Essays in this collection are consistently strong, offering penetrating and provocative analyses of pain's role in law and punishment. As such, they illuminate important and often neglected dimensions of criminal punishment and judicial decision making. Taken together, the essays are characterized by skillful and thoughtful interdisciplinary inquiry. The editor's modest hope for this volume-"to mark a path for inquiry that might in the future be extended" (p. 8)--is clearly realized.

Moreover, the essays show quite clearly how connections between pain, death, and law provide legitimacy to a legal order that puts humans to death.
Sarat, for example, shows how new rituals and technologies of capital punishment render death "a hidden reality" (p. 51), dramatize the superiority of law-abiding citizens and the state, and serve as a boundary that "marks the distinction between state violence and violence outside the law, between a death we call capital punishment and a death we call murder" (p. 48). Culbert shows how admitting evidence of pain (of murder victim's survivors) into capital legal proceedings "provides judges with a unique moral power in a liberal, pluralist society" (p. 104), a moral power that permits them to claim that they do justice.

This collection has less to say, however, about ways in which this perspective on pain, death, and law might be employed to question, challenge, and disrupt the legitimacy it so persuasively demonstrates. How may these insights about pain and death be used to challenge state power by those presently victimized by state inflicted pain or those likely to have pain or death inflicted upon them in the future? Kaufman-Osborn begins consideration of this question by discussing the need for developing new vocabularies of pain that challenge or resist conventional medical constructions. And he shows how questioning the state's involvement in capital punishment may follow concrete events that make pain visible, such as the Davis electrocution.

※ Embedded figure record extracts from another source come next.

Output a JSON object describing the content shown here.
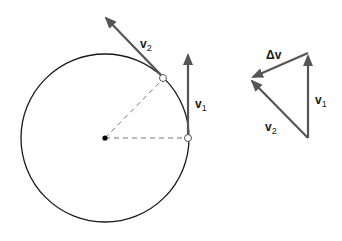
{
  "diagram": {
    "colors": {
      "circle": "#1a1a1a",
      "vector": "#555555",
      "dashed": "#777777",
      "center_dot": "#000000"
    },
    "circle": {
      "cx": 105,
      "cy": 138,
      "r": 84
    },
    "labels": {
      "v2_main": {
        "base": "v",
        "sub": "2"
      },
      "v1_main": {
        "base": "v",
        "sub": "1"
      },
      "delta_v": "Δv",
      "v1_triangle": {
        "base": "v",
        "sub": "1"
      },
      "v2_triangle": {
        "base": "v",
        "sub": "2"
      }
    }
  }
}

Indeed, the recent case of John W. Byrd, Jr. in Ohio suggests that there are spaces for "politicizing pain", as Kaufman-Osborn calls it, and making pain's connection to capital punishment visible in choices that defendants' make in concrete cases. Byrd, on death row and scheduled to be executed in mid-September, insists on the electric chair rather than lethal injection to show "the cruelty of capital punishment," as the NEW YORK TIMES story puts it (Clines 2001). Byrd's choice is explained by his attorney: "John feels that this

shouldn't be like taking the family pet to the vet's to have him quietly put to sleep. He wants taxpayers to understand they play a role in executions and that killing can't be sanitized." Byrd's decision mobilized a group of capital punishment advocates to seek state legislation banning any method of capital punishment other than lethal injection and an anti-capital punishment group, Ohioans to Stop Executions, supporting his decision.

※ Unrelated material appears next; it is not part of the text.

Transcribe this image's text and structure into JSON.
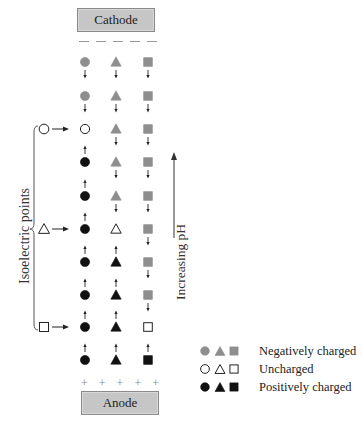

"Politicizing pain" as a way of challenging "the antipolitical alliance of a medical profession that affirms its hegemonic authority over the meaning of pain and a state that affirms its monopolistic control over the means of legitimate violence" (p. 102) seems a promising strategy for those philosophically opposed to state killing and by those who recognize the dramatic class and racial disparities in the state's imposition of pain and death (a situation that receives only one brief mention in this book).
Understanding the discursive quality of pain, the historical and cultural contingency of its meanings, and the ways in which it is legally constructed and related to punishment are crucial steps on the road to political challenge and contestation. Thus, a close reading of this innovative volume will assist those interested in conducting grounded studies that explore further not only the sources of legal legitimacy, but also how we may ultimately disrupt the legitimacy of a legal order where "legal interpretation plays on a field of pain and death."

REFERENCES:

Clines, Francis X. 2001. "Inmate's Chosen Means of Execution Starts New Debate." NEW YORK TIMES. 20 August: A14, c.1.

Cover, Robert. 1986. "Violence and the Word." YALE LAW JOURNAL 95:1601-1629.